We Guerrilla Marketed Harvard with Empty Ice Cream Cones…And You Can Too
It’s not all fun and games here at the Harvard Innovation Labs.
But some days, it can be quite exciting.
To wit, we recently undertook a guerrilla marketing campaign to get Harvard students excited about the sixth annual Harvard President’s Innovation Challenge, a startup competition that will award $300,000 in grant money to student-founded early-stage ventures.
As part of our mission, we believe in “teaching by doing” in order to mentor and advise the next generation of impactful startups coming out of Harvard. And so, we embarked on a grand experiment aimed at informing the Harvard population of changes to this year’s President’s Innovation Challenge.
Our primary goal was to get the word out about the President’s Innovation Challenge by doing something different.
More importantly, we wanted to inform as many students as possible about a change to the application process. This year, we initiated something we called the “Participation Declaration,” as a way to engage with more budding entrepreneurs and innovators across Harvard. The Participation Declaration is not a full-blown application, but it is a way to implore potential participants to submit whatever startup ideas they may have — whether a fully-formed venture or just a percolating idea — to pique their interest in getting involved in the President’s Challenge. In early 2017, teams can submit their full business plans to be considered for the finalist round of the Challenge.
The challenge — pun intended — for us was finding a way to inform folks of this “soft” application as its deadline loomed.
During one particularly active brainstorming session featuring a large chunk of the Harvard Innovation Labs’ staff, we bandied about a multitude of ideas. Sponsor a tailgate at this year’s Harvard-Yale game? Posters? More posters? Rent a food truck? Give away cookies?
And then someone blurted out: “Why don’t we give out empty ice cream cones in the middle of campus?”
Boom. What better way to show how projects that are only half-baked — or ideas that are on the cusp of being incredibly impactful — are exactly what we are hoping to see in the President’s Innovation Challenge Participation Declaration?
And then we were off. Next thing you know, we are having meetings about renting an ice cream cart, working on eye-catching designs, practicing our best ice cream vendor calls, and turning Radio Flyer wagons and unused boxes into ice cream cone holders.
But, as we prepared to actually go out to various high-traffic spots across Harvard’s sprawling campus, the realization hit us: Wait, we actually need to go out and hand out empty ice cream cones… and on a cold and windy late November day no less?
Banding together and overcoming uneasy feelings of putting ourselves so far out there, we overcame this bout of stage fright and deployed our team to the Kennedy School’s atrium, the Graduate School of Education’s library, the Science Center plaza, HBS’s Spangler Hall, and more.
The reaction?
It was amazing. We ran out of cones everywhere we went. We engaged in conversation with a wide range of students, from those who weren’t sure what the i-lab was, to those who didn’t think their business ideas were worthy of the President’s Innovation Challenge. (Not only were these great initial concepts more than ready to be part of the competition, but some could become ventures that make a positive global impact.)
It also worked. We saw traffic to the webpage for the Participation Declaration more than double the average number of visitors that usually access the site. The number of teams that have submitted their ideas has also ballooned to well over a hundred ventures since the marketing campaign.
It was the most fun we’ve had promoting one of our initiatives. It’s also a good lesson to many of the companies being built across the Harvard Innovation Labs ecosystem: You don’t need a massive marketing budget to create engagement, just some ingenuity and the willingness to take a risk — and perhaps a decked-out Radio Flyer red wagon filled with chocolate-dipped, sprinkle-covered waffle cones.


* **YOUR TASK**
Only lines holding the word "label" are needed; copy each of them from the material.
*** GIVEN INFORMATION Section Begins ***
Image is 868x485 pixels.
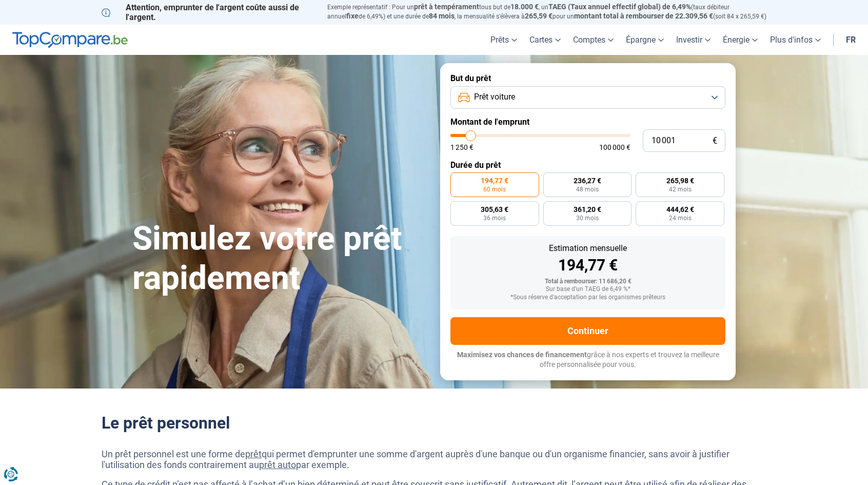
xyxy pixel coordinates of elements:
a: Comptes [567,24,620,55]
span: 265,98 € [666,177,694,184]
span: 18.000 € [510,3,538,11]
span: Prêt voiture [474,92,515,102]
label: Montant de l'emprunt [450,117,726,127]
span: 36 mois [483,215,506,221]
span: 84 mois [429,12,455,20]
button: Prêt voiture [450,86,726,109]
span: montant total à rembourser de 22.309,56 € [574,12,713,20]
div: *Sous réserve d'acceptation par les organismes prêteurs [458,294,717,301]
span: 48 mois [576,187,599,192]
a: prêt auto [259,460,296,470]
label: Durée du prêt [450,160,726,170]
div: 194,77 € [458,257,717,273]
span: 444,62 € [666,206,694,213]
a: Cartes [523,24,567,55]
p: Un prêt personnel est une forme de qui permet d'emprunter une somme d'argent auprès d'une banque ... [101,449,767,470]
span: 305,63 € [480,206,508,213]
span: 361,20 € [574,206,602,213]
label: But du prêt [450,73,726,83]
span: prêt à tempérament [414,3,479,11]
span: 42 mois [669,187,691,192]
p: Attention, emprunter de l'argent coûte aussi de l'argent. [101,3,315,22]
a: Prêts [484,24,523,55]
a: Énergie [717,24,764,55]
span: 60 mois [483,187,506,192]
span: 1 250 € [450,144,474,150]
span: 24 mois [669,215,691,221]
span: Maximisez vos chances de financement [457,351,587,359]
div: Sur base d'un TAEG de 6,49 %* [458,286,717,293]
h1: Simulez votre prêt rapidement [132,219,428,298]
span: 265,59 € [525,12,553,20]
a: Épargne [620,24,670,55]
span: fixe [346,12,359,20]
h2: Le prêt personnel [101,413,767,432]
a: prêt [246,449,262,460]
span: 100 000 € [599,144,631,150]
span: 236,27 € [574,177,602,184]
span: € [712,137,717,145]
button: Continuer [450,317,726,344]
span: TAEG (Taux annuel effectif global) de 6,49% [548,3,691,11]
a: fr [840,24,862,55]
div: Estimation mensuelle [458,244,717,253]
a: Investir [670,24,717,55]
p: grâce à nos experts et trouvez la meilleure offre personnalisée pour vous. [450,350,726,370]
div: Total à rembourser: 11 686,20 € [458,278,717,286]
span: 30 mois [576,215,599,221]
img: TopCompare [13,32,128,48]
p: Exemple représentatif : Pour un tous but de , un (taux débiteur annuel de 6,49%) et une durée de ... [327,3,767,21]
span: 194,77 € [480,177,508,184]
a: Plus d'infos [764,24,827,55]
*** GIVEN INFORMATION Section Ends ***
* **EXERCISE OUTPUT**
label: Montant de l'emprunt [450,117,726,127]
label: Durée du prêt [450,160,726,170]
label: But du prêt [450,73,726,83]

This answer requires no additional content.